Plank road

Plank road

A plank road is a dirt path or road covered with a series of wooden planks. Plank roads were very popular in Ontario, the U.S. Northeast and U.S. Midwest in the first half of the 19th century. They were often built by turnpike companies.

Wood mat road in British Columbia, used for temporary access over soft ground

Plank road boom

In the late 1840s plank roads led to an investment boom and subsequent bust. The first plank road in the US was built in North Syracuse, New York in order to transport salt and other goods;[1] it appears to have copied earlier roads in Canada that copied Russian ones.[2] The plank road boom was like many early technologies, promising to transform the way people lived and worked, and led to permissive changes in legislation seeking to spur development, speculative investment by private individuals, etc. Ultimately the technology failed to live up to its promise and millions of dollars in investments evaporated almost overnight.[2]

Three plank roads, the Hackensack, the Paterson, and the Newark, were major arteries in northern New Jersey. The roads travelled over the New Jersey Meadowlands, connecting the cities for which they were named to the Hudson River waterfront.

Plank road on one of the Pribilof Islands, Alaska

Kingston Road (Toronto) (Governor's Road), Danforth Avenue in Toronto were plank roads built by the Don and Danforth Plank Road Company in the late 18th and early 19th Centuries. Highway 2 (Ontario) from Toronto eastwards was once plank roads in the 19th Century and later paved.

Plank roads in Australia

In Perth, Western Australia, plank roads were important in the early growth of the agricultural and outer urban areas, given the distances imposed by swamps and relatively infertile soil. As it cost UK£2,000 per kilometre to construct roads by conventional means, the local councils (known as road boards) were experimenting with cheaper approaches to road building. A method called Jandakot Corduroy had been developed at Jandakot south-east of Perth, where a jarrah tramway lay upon 2.3-metre-long (7.5 ft) sleepers, bounded by two 70-centimetre-wide (28 in) strips of jarrah planks for cart and carriage wheels. The 90-centimetre (35 in) gap was filled with limestone rubble to be used by horses. This reduced the cost of road building by up to 85 percent after their widespread introduction in 1908.[3] However, increased traffic and suburban development rendered these routes unsatisfactory over time and by the 1950s they had been replaced with bitumen surfaced roads.

See also

References

  1. University of California Transportation Center. "The Plank Road Boom of Antebellum, New York" (PDF). Archived from the original (PDF) on November 5, 2005. Retrieved 2006-04-25.
  2. 1 2 Klein & Majewski. "Turnpikes and Toll Roads in 19th Century America". Retrieved 2014-04-18.
  3. Cooper, W.S.; G. McDonald (1999). Diversity's Challenge: A History of the City of Stirling. City of Stirling. p. 169.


Would you write out all of the entries below, exactly as they stand?

_ _ _ _ _ _ _

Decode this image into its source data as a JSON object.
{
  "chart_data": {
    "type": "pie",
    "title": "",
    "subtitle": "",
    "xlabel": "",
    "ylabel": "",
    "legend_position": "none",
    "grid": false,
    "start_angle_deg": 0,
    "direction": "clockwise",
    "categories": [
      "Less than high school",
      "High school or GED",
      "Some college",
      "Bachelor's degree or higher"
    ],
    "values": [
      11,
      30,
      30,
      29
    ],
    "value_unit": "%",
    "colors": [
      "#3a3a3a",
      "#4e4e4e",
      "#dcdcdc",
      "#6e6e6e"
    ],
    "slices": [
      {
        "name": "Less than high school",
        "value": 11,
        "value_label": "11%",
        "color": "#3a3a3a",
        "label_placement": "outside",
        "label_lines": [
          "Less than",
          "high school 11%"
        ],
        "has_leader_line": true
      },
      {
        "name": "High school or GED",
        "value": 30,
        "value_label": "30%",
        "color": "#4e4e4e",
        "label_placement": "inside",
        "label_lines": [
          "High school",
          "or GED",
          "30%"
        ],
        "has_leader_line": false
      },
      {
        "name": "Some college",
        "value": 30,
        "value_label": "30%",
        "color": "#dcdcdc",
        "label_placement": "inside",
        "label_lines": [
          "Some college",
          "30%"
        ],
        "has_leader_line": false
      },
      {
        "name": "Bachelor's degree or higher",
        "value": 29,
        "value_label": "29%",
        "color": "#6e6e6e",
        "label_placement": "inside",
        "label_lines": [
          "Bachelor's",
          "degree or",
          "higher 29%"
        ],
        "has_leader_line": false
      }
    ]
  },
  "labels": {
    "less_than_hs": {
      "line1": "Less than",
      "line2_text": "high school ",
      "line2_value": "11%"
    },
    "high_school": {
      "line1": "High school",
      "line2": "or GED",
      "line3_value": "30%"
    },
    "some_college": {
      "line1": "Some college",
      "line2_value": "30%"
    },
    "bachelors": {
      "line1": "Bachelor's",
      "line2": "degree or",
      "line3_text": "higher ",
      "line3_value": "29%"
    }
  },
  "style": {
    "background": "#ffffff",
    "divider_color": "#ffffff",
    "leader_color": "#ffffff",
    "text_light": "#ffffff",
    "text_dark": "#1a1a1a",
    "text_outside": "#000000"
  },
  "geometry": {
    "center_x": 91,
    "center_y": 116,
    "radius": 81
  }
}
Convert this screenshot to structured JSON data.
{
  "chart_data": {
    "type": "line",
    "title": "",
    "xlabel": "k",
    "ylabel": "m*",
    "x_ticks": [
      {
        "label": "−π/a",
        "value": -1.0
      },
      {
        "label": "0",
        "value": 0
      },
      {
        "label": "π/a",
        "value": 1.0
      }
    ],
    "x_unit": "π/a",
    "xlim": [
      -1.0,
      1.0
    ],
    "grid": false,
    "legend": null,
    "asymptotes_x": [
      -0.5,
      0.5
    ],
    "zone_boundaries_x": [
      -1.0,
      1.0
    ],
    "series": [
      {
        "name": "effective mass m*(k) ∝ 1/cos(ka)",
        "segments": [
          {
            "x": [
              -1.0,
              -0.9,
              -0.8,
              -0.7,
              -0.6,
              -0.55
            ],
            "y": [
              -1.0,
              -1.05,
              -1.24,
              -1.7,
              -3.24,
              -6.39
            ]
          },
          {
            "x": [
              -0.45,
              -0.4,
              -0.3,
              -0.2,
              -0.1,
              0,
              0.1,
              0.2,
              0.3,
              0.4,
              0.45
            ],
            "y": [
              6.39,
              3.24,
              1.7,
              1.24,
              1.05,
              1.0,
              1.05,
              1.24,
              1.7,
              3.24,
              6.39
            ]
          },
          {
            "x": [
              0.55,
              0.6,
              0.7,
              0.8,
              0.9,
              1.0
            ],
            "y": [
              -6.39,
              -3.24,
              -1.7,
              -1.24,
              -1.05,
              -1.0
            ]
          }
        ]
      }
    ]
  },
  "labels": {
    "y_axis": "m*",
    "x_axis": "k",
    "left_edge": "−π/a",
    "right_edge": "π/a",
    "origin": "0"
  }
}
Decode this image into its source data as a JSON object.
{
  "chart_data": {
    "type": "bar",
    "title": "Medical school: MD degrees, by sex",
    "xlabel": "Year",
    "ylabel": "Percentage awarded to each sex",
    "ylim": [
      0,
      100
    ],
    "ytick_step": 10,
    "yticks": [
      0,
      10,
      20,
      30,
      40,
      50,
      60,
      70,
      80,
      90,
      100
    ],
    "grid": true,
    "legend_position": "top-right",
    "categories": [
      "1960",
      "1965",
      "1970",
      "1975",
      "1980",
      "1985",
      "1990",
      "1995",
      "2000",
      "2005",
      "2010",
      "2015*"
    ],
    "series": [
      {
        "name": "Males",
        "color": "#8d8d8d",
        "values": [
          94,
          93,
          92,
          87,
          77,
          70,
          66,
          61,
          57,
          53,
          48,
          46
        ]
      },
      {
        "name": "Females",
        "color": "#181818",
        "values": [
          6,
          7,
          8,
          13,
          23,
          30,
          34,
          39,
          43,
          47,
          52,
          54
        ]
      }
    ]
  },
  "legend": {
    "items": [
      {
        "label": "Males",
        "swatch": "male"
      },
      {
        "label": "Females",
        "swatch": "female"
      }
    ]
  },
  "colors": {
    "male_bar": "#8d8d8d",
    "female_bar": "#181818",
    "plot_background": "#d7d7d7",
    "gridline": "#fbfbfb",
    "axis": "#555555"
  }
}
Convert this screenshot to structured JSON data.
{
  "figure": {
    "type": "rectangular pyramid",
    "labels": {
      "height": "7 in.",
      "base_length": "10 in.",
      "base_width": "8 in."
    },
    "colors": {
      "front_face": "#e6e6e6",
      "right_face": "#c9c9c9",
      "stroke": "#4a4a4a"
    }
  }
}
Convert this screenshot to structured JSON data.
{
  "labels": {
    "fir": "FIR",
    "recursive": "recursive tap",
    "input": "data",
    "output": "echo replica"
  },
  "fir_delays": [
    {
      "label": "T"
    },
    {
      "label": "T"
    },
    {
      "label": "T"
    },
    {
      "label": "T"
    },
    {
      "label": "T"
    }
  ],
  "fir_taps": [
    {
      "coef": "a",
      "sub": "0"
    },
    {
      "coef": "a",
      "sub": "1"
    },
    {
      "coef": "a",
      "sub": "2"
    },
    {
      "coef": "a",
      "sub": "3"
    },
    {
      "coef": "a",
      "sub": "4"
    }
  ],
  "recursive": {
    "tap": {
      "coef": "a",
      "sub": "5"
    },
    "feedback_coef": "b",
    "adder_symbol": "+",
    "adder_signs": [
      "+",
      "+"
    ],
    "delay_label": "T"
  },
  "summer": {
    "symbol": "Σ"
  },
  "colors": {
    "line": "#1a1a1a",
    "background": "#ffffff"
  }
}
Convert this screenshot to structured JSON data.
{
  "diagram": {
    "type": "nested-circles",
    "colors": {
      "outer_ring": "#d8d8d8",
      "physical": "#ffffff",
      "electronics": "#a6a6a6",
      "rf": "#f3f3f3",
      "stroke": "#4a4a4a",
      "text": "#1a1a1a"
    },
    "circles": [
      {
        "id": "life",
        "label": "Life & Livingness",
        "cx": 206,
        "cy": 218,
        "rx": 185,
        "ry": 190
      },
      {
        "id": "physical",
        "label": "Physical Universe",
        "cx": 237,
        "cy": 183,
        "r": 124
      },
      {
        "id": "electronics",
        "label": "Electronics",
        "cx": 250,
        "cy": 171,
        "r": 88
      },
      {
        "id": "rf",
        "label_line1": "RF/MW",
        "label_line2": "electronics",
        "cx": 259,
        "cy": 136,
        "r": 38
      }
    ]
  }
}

_ _ _ _ _ _ _

Expected answer ->
Decode this image into its source data as a JSON object.
{
  "chart_data": {
    "type": "pie",
    "title": "",
    "subtitle": "",
    "xlabel": "",
    "ylabel": "",
    "legend_position": "none",
    "grid": false,
    "start_angle_deg": 0,
    "direction": "clockwise",
    "categories": [
      "Less than high school",
      "High school or GED",
      "Some college",
      "Bachelor's degree or higher"
    ],
    "values": [
      11,
      30,
      30,
      29
    ],
    "value_unit": "%",
    "colors": [
      "#3a3a3a",
      "#4e4e4e",
      "#dcdcdc",
      "#6e6e6e"
    ],
    "slices": [
      {
        "name": "Less than high school",
        "value": 11,
        "value_label": "11%",
        "color": "#3a3a3a",
        "label_placement": "outside",
        "label_lines": [
          "Less than",
          "high school 11%"
        ],
        "has_leader_line": true
      },
      {
        "name": "High school or GED",
        "value": 30,
        "value_label": "30%",
        "color": "#4e4e4e",
        "label_placement": "inside",
        "label_lines": [
          "High school",
          "or GED",
          "30%"
        ],
        "has_leader_line": false
      },
      {
        "name": "Some college",
        "value": 30,
        "value_label": "30%",
        "color": "#dcdcdc",
        "label_placement": "inside",
        "label_lines": [
          "Some college",
          "30%"
        ],
        "has_leader_line": false
      },
      {
        "name": "Bachelor's degree or higher",
        "value": 29,
        "value_label": "29%",
        "color": "#6e6e6e",
        "label_placement": "inside",
        "label_lines": [
          "Bachelor's",
          "degree or",
          "higher 29%"
        ],
        "has_leader_line": false
      }
    ]
  },
  "labels": {
    "less_than_hs": {
      "line1": "Less than",
      "line2_text": "high school ",
      "line2_value": "11%"
    },
    "high_school": {
      "line1": "High school",
      "line2": "or GED",
      "line3_value": "30%"
    },
    "some_college": {
      "line1": "Some college",
      "line2_value": "30%"
    },
    "bachelors": {
      "line1": "Bachelor's",
      "line2": "degree or",
      "line3_text": "higher ",
      "line3_value": "29%"
    }
  },
  "style": {
    "background": "#ffffff",
    "divider_color": "#ffffff",
    "leader_color": "#ffffff",
    "text_light": "#ffffff",
    "text_dark": "#1a1a1a",
    "text_outside": "#000000"
  },
  "geometry": {
    "center_x": 91,
    "center_y": 116,
    "radius": 81
  }
}
Convert this screenshot to structured JSON data.
{
  "chart_data": {
    "type": "line",
    "title": "",
    "xlabel": "k",
    "ylabel": "m*",
    "x_ticks": [
      {
        "label": "−π/a",
        "value": -1.0
      },
      {
        "label": "0",
        "value": 0
      },
      {
        "label": "π/a",
        "value": 1.0
      }
    ],
    "x_unit": "π/a",
    "xlim": [
      -1.0,
      1.0
    ],
    "grid": false,
    "legend": null,
    "asymptotes_x": [
      -0.5,
      0.5
    ],
    "zone_boundaries_x": [
      -1.0,
      1.0
    ],
    "series": [
      {
        "name": "effective mass m*(k) ∝ 1/cos(ka)",
        "segments": [
          {
            "x": [
              -1.0,
              -0.9,
              -0.8,
              -0.7,
              -0.6,
              -0.55
            ],
            "y": [
              -1.0,
              -1.05,
              -1.24,
              -1.7,
              -3.24,
              -6.39
            ]
          },
          {
            "x": [
              -0.45,
              -0.4,
              -0.3,
              -0.2,
              -0.1,
              0,
              0.1,
              0.2,
              0.3,
              0.4,
              0.45
            ],
            "y": [
              6.39,
              3.24,
              1.7,
              1.24,
              1.05,
              1.0,
              1.05,
              1.24,
              1.7,
              3.24,
              6.39
            ]
          },
          {
            "x": [
              0.55,
              0.6,
              0.7,
              0.8,
              0.9,
              1.0
            ],
            "y": [
              -6.39,
              -3.24,
              -1.7,
              -1.24,
              -1.05,
              -1.0
            ]
          }
        ]
      }
    ]
  },
  "labels": {
    "y_axis": "m*",
    "x_axis": "k",
    "left_edge": "−π/a",
    "right_edge": "π/a",
    "origin": "0"
  }
}
Decode this image into its source data as a JSON object.
{
  "chart_data": {
    "type": "bar",
    "title": "Medical school: MD degrees, by sex",
    "xlabel": "Year",
    "ylabel": "Percentage awarded to each sex",
    "ylim": [
      0,
      100
    ],
    "ytick_step": 10,
    "yticks": [
      0,
      10,
      20,
      30,
      40,
      50,
      60,
      70,
      80,
      90,
      100
    ],
    "grid": true,
    "legend_position": "top-right",
    "categories": [
      "1960",
      "1965",
      "1970",
      "1975",
      "1980",
      "1985",
      "1990",
      "1995",
      "2000",
      "2005",
      "2010",
      "2015*"
    ],
    "series": [
      {
        "name": "Males",
        "color": "#8d8d8d",
        "values": [
          94,
          93,
          92,
          87,
          77,
          70,
          66,
          61,
          57,
          53,
          48,
          46
        ]
      },
      {
        "name": "Females",
        "color": "#181818",
        "values": [
          6,
          7,
          8,
          13,
          23,
          30,
          34,
          39,
          43,
          47,
          52,
          54
        ]
      }
    ]
  },
  "legend": {
    "items": [
      {
        "label": "Males",
        "swatch": "male"
      },
      {
        "label": "Females",
        "swatch": "female"
      }
    ]
  },
  "colors": {
    "male_bar": "#8d8d8d",
    "female_bar": "#181818",
    "plot_background": "#d7d7d7",
    "gridline": "#fbfbfb",
    "axis": "#555555"
  }
}
Convert this screenshot to structured JSON data.
{
  "figure": {
    "type": "rectangular pyramid",
    "labels": {
      "height": "7 in.",
      "base_length": "10 in.",
      "base_width": "8 in."
    },
    "colors": {
      "front_face": "#e6e6e6",
      "right_face": "#c9c9c9",
      "stroke": "#4a4a4a"
    }
  }
}
Convert this screenshot to structured JSON data.
{
  "labels": {
    "fir": "FIR",
    "recursive": "recursive tap",
    "input": "data",
    "output": "echo replica"
  },
  "fir_delays": [
    {
      "label": "T"
    },
    {
      "label": "T"
    },
    {
      "label": "T"
    },
    {
      "label": "T"
    },
    {
      "label": "T"
    }
  ],
  "fir_taps": [
    {
      "coef": "a",
      "sub": "0"
    },
    {
      "coef": "a",
      "sub": "1"
    },
    {
      "coef": "a",
      "sub": "2"
    },
    {
      "coef": "a",
      "sub": "3"
    },
    {
      "coef": "a",
      "sub": "4"
    }
  ],
  "recursive": {
    "tap": {
      "coef": "a",
      "sub": "5"
    },
    "feedback_coef": "b",
    "adder_symbol": "+",
    "adder_signs": [
      "+",
      "+"
    ],
    "delay_label": "T"
  },
  "summer": {
    "symbol": "Σ"
  },
  "colors": {
    "line": "#1a1a1a",
    "background": "#ffffff"
  }
}
Convert this screenshot to structured JSON data.
{
  "diagram": {
    "type": "nested-circles",
    "colors": {
      "outer_ring": "#d8d8d8",
      "physical": "#ffffff",
      "electronics": "#a6a6a6",
      "rf": "#f3f3f3",
      "stroke": "#4a4a4a",
      "text": "#1a1a1a"
    },
    "circles": [
      {
        "id": "life",
        "label": "Life & Livingness",
        "cx": 206,
        "cy": 218,
        "rx": 185,
        "ry": 190
      },
      {
        "id": "physical",
        "label": "Physical Universe",
        "cx": 237,
        "cy": 183,
        "r": 124
      },
      {
        "id": "electronics",
        "label": "Electronics",
        "cx": 250,
        "cy": 171,
        "r": 88
      },
      {
        "id": "rf",
        "label_line1": "RF/MW",
        "label_line2": "electronics",
        "cx": 259,
        "cy": 136,
        "r": 38
      }
    ]
  }
}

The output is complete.